Title:
Captivate
Author: Carrie Jones
Format: Paperback
Pages: 273
Genre: Fantasy, Young Adult
Published: 1st June 2010 (Bloomsbury)
Zara and her friends knew they hadn't solved the pixie problem for good. Far from it. The king's needs grow deeper every day he's stuck in captivity, while his control over his people gets weaker. It's made him vulnerable. And now there's a new king in town.
A turf war is imminent, since the new pixie king, Astley, is moving in quickly. Nick nearly killed him in the woods on day one, but Zara came to his rescue. Astley swears that he and Zara are destined to be together, that he's one of the good guys. Nick isn't buying it, though Zara isn't as sure -- despite herself, she wants to trust the new king. But it's a lot more than her relationship with Nick that is at stake. It's her life -- and his.
*possible spoilers of the first book in the series*
Captivate continues right from where Need left off. Zara and her friends have contained a bunch of pixies in a house - including her father - and now patrol to keep look out for any others. A turf war is about to start in Bedford, with different groups of pixies wanting to lay claim to the area.
I had a lot of the same issues with this book as I had with the first (my review of Need is
here). By the second book I'd have expected the characters, especially Zara to be well defined but at times they appear somewhat disjointed. One moment Zara is telling Nick off for going out patrolling alone and then the next moment she decides to go out for a run on her own. Another thing that irked me was that Bedford is a small town and so I assume the high school isn't massive, yet the library is apparently huge enough that Zara and Nick can text each other a number of times as she walks across it (without either of them being able to see each other) and then they don't get seen while they have a picnic in there (which was a little bit weird that they did that in itself). Continuing from the size of the school, it also hit me as strange that in the same time scale as Zara not knowing the names of all the kids in her PE class (so I assume she has other classes with at least some of the same kids) she and Nick are completely in love with each other, like to the point of "I love you so much, baby".
Which brings me on to Nick and Zara's relationship. OMG. How annoying are they with all the calling each other 'baby' (I actually counted the word being used three times on one page), handholding and other ickiness. Seriously, about half the book was taken up with this and while I guess it was supposed to set up everything for what was going to happen in the second part of the book, it actually just made me dislike both of them even more.
Towards the end of the book, maybe the last hundred pages or so things seemed to pick up a bit as there was some action scenes, although it might have been that I was just glad to get away from reading about the romance of Nick and Zara. There was also a little bit of saving grace in the form of Astley, if only because he actually had some depth of character compared to the others.
From reading other people's reviews of books in this series, I think it's one of those love it or hate it kind of things. Personally, it's not to my taste but as I already had the next book I did continue to read the series and will be reviewing that one shortly.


* TRY IT *
All of the records should be reproduced word for word, but no images may appear in the copy.

*** GIVEN RECORDS ***

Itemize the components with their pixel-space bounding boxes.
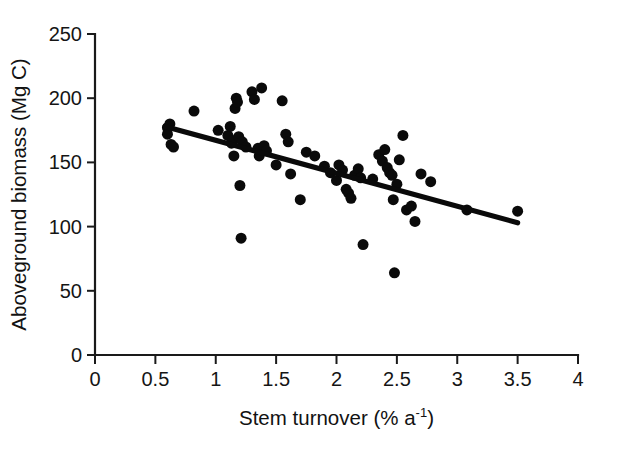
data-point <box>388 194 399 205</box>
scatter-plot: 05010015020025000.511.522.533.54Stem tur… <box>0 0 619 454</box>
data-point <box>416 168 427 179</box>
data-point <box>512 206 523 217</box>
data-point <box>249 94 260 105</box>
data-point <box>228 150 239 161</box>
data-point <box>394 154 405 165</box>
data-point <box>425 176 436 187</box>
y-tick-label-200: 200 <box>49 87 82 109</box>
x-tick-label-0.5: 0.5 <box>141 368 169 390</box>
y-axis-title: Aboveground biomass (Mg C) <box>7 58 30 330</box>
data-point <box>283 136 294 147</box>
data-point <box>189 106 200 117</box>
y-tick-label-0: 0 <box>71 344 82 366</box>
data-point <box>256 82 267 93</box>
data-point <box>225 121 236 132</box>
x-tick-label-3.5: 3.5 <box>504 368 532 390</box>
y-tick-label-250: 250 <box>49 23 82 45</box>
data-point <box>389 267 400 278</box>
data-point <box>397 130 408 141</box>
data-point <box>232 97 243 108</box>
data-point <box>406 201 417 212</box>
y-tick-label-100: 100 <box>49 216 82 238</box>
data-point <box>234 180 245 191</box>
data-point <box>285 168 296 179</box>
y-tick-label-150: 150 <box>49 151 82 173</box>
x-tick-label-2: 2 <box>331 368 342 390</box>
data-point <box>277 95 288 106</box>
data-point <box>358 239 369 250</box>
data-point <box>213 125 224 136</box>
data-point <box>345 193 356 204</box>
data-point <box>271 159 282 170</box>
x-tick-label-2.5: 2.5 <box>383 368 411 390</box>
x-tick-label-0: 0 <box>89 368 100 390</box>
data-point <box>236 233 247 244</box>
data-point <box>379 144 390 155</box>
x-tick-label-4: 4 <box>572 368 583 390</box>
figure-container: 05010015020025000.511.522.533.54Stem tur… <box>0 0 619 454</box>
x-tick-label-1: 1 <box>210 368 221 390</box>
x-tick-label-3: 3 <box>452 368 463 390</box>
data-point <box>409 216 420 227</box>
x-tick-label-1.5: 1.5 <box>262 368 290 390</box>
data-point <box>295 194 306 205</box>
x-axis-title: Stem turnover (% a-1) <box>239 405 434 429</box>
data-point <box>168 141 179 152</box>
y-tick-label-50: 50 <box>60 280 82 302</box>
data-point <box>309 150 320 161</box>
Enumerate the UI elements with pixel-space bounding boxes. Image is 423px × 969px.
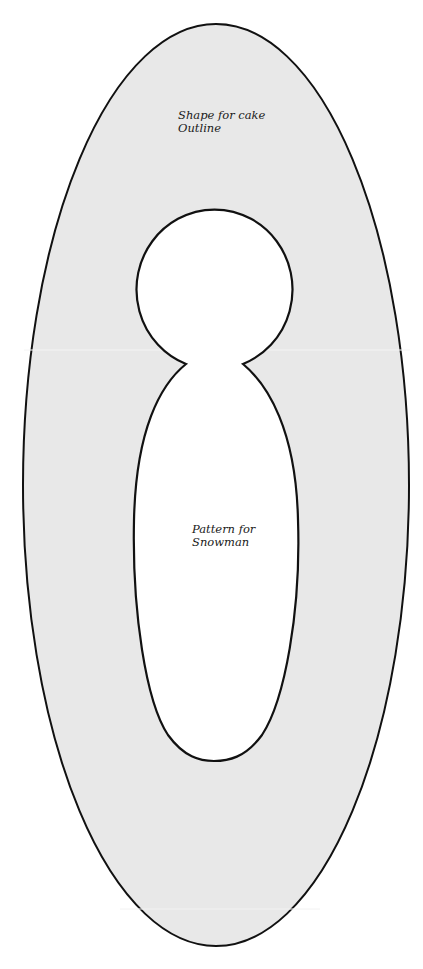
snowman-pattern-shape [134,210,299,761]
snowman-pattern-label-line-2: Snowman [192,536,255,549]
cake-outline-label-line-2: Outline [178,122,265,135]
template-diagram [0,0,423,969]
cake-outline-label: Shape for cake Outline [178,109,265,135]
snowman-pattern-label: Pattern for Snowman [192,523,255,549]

***

* YOUR SOLUTION *
Itemize the components with their pixel-space bounding boxes.
data-point <box>388 194 399 205</box>
scatter-plot: 05010015020025000.511.522.533.54Stem tur… <box>0 0 619 454</box>
data-point <box>416 168 427 179</box>
data-point <box>512 206 523 217</box>
data-point <box>249 94 260 105</box>
data-point <box>228 150 239 161</box>
data-point <box>394 154 405 165</box>
data-point <box>425 176 436 187</box>
y-tick-label-200: 200 <box>49 87 82 109</box>
x-tick-label-0.5: 0.5 <box>141 368 169 390</box>
y-axis-title: Aboveground biomass (Mg C) <box>7 58 30 330</box>
data-point <box>283 136 294 147</box>
data-point <box>189 106 200 117</box>
y-tick-label-0: 0 <box>71 344 82 366</box>
data-point <box>256 82 267 93</box>
data-point <box>225 121 236 132</box>
x-tick-label-3.5: 3.5 <box>504 368 532 390</box>
y-tick-label-250: 250 <box>49 23 82 45</box>
data-point <box>389 267 400 278</box>
data-point <box>397 130 408 141</box>
data-point <box>232 97 243 108</box>
data-point <box>406 201 417 212</box>
y-tick-label-100: 100 <box>49 216 82 238</box>
data-point <box>234 180 245 191</box>
data-point <box>285 168 296 179</box>
y-tick-label-150: 150 <box>49 151 82 173</box>
x-tick-label-2: 2 <box>331 368 342 390</box>
data-point <box>277 95 288 106</box>
data-point <box>358 239 369 250</box>
data-point <box>213 125 224 136</box>
data-point <box>345 193 356 204</box>
data-point <box>271 159 282 170</box>
x-tick-label-2.5: 2.5 <box>383 368 411 390</box>
x-tick-label-0: 0 <box>89 368 100 390</box>
data-point <box>236 233 247 244</box>
data-point <box>379 144 390 155</box>
x-tick-label-4: 4 <box>572 368 583 390</box>
figure-container: 05010015020025000.511.522.533.54Stem tur… <box>0 0 619 454</box>
x-tick-label-1: 1 <box>210 368 221 390</box>
x-tick-label-3: 3 <box>452 368 463 390</box>
data-point <box>409 216 420 227</box>
x-tick-label-1.5: 1.5 <box>262 368 290 390</box>
data-point <box>295 194 306 205</box>
x-axis-title: Stem turnover (% a-1) <box>239 405 434 429</box>
data-point <box>168 141 179 152</box>
y-tick-label-50: 50 <box>60 280 82 302</box>
data-point <box>309 150 320 161</box>
Enumerate the UI elements with pixel-space bounding boxes. Image is 423px × 969px.
snowman-pattern-shape [134,210,299,761]
snowman-pattern-label-line-2: Snowman [192,536,255,549]
cake-outline-label-line-2: Outline [178,122,265,135]
template-diagram [0,0,423,969]
cake-outline-label: Shape for cake Outline [178,109,265,135]
snowman-pattern-label: Pattern for Snowman [192,523,255,549]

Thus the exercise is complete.